Designed as an introductory text for a reader familiarising him/herself with social theory, the volume has a number of declared objectives, to which it devotes roughly equal space. These include exploring the fundamental nature of sport, the impact of economic and racial inequality on sport and how this has shaped perspectives on identity and the extent to which sport shapes our ideas about the world. In terms of the four-pronged framework the authors adhere to, the most valuable and rewarding chapters focus on the first and fourth objectives.
Arguing from the perspective that inequality in sport is best understood in relation to the histories of capitalism and colonialism, and the subsequent development of racial prejudice, the authors effectively argue that the histories of colonial inequality continue to be reproduced through reduced access to education, employment and perhaps most critically of all, connections to those with power. In so doing they correctly identify a key reality that faces the great majority of the world’s population. For those brought up with the belief that sport is about finding meaning and pleasure in life, the realisation that sport is scarred by inequality often manifests itself as a major disappointment.
Throughout the fourteen chapters, Abdel Shehid and Kalman-Lamb are keen to emphasize the benefits of the socio-cultural approach to understanding elite sport, whilst advocating the importance of critical social theory and employing Marxist doctrine in providing an initial framework from which to challenge its targeted undergraduate readership.
In challenging its readers to apply the concept of “Taylorisation” to sport, chapter two suggests that the regimentation involved in elite sport results in the bodies of many athletes resembling robotic machines with the pure pleasure of performing and taking part in sport losing out to characteristics including boredom, repetition and a lack of satisfaction.

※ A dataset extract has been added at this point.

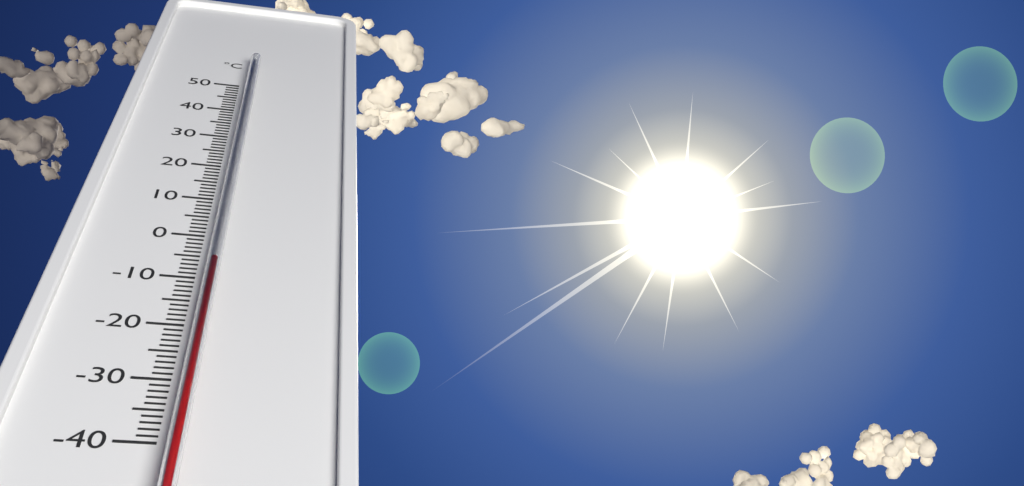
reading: -8 °C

Foucault refers to this development as the phenomenon of “docile bodies”. This reality eliminates chance and spontaneity from regular life in the hope of extracting peak performance from athletes executing prescribed skills with minimum error and maximum intensity. Consequently, elite athletes become passive in the decision-making process. However, by questioning their coaches (a rare phenomenon) and rejecting passive compliance, participants may retain some element of control. This scenario reinforces inequality, yet does not get in the way of the potential riches that may be earned from success in competition. Sport can and must be transformed into a reality that facilitates the on-going struggles for political and social justice.

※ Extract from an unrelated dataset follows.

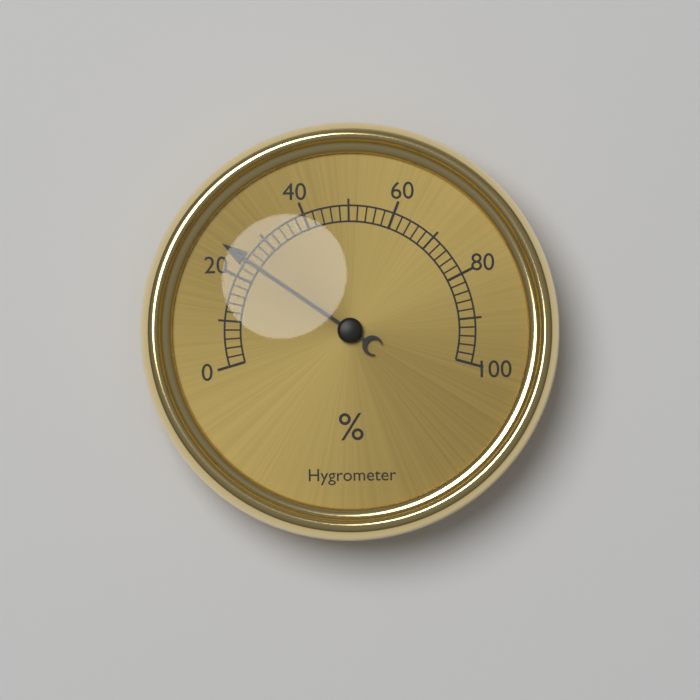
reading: 24 %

Though it is easy to be critical of the decision to approach a limited number of theoreticians, notably Shogan (1999), Foucault (1995), Robidoux (2001), it does serve to bring the new reader into contact with concepts that they are unlikely to be familiar with. Furthermore, it offers the chance to pose critical questions that move beyond the unchallenging acceptance of what is often released by the publicity machines of governments, sport governing bodies and some broadcasting organisations.

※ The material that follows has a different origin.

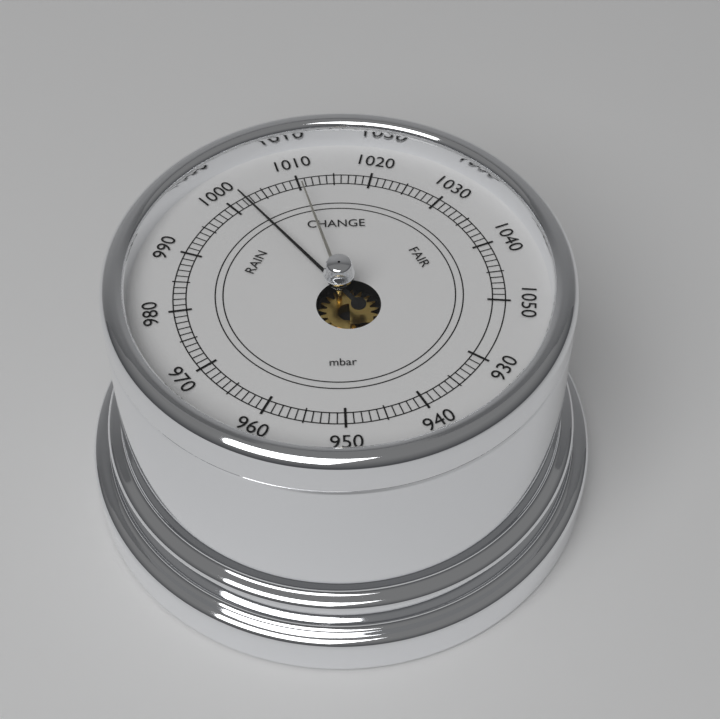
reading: 1002 mbar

Chapters four to eight usefully explore issues including the anti-colonial movement, racial inequality, women’s sport, and normative masculinity within the bounds of the ethos of capitalism (with especially useful references to the works of James 1963 and Galleano 1983). Yet, the focus is on providing a context for answering the author’s primary concern, namely, the increasing desire to win at all costs, and the degree to which this compromises competitors freedom. This trend encapsulates the dilemma of how to reconcile a pleasureable pastime with explicit exploitation that is intensified by the inequities of the international economic, social and political environment. In promoting the striving for greater sporting accomplishment, the outcome is often a society in which winning outweighs the importance of the game itself.
As a concept, the text is valid and much needed. However, reservations remain regarding its fluency and value to the reader unfamiliar with American sport, as the illustrations used throughout, though relevant, largely ignore other geographic regions. For an undergraduate student struggling with social theory yet keen to marry curiosity with academic inquiry, the chapters do not always successfully weave theory with practice and explanation, which the work of Jarvie (2011), Whannel (2011) and Malcolm (2013) manage more successfully.
In conclusion, the authors remind the reader once again that sport can and must be transformed into a reality that facilitates the on-going struggles for political and social justice. This is a timely call, with the issue of gender discrimination central to the successful holding and hopefully all embracing 2014 Sochi Winter Olympics and the 2022 World Cup scheduled for Qatar.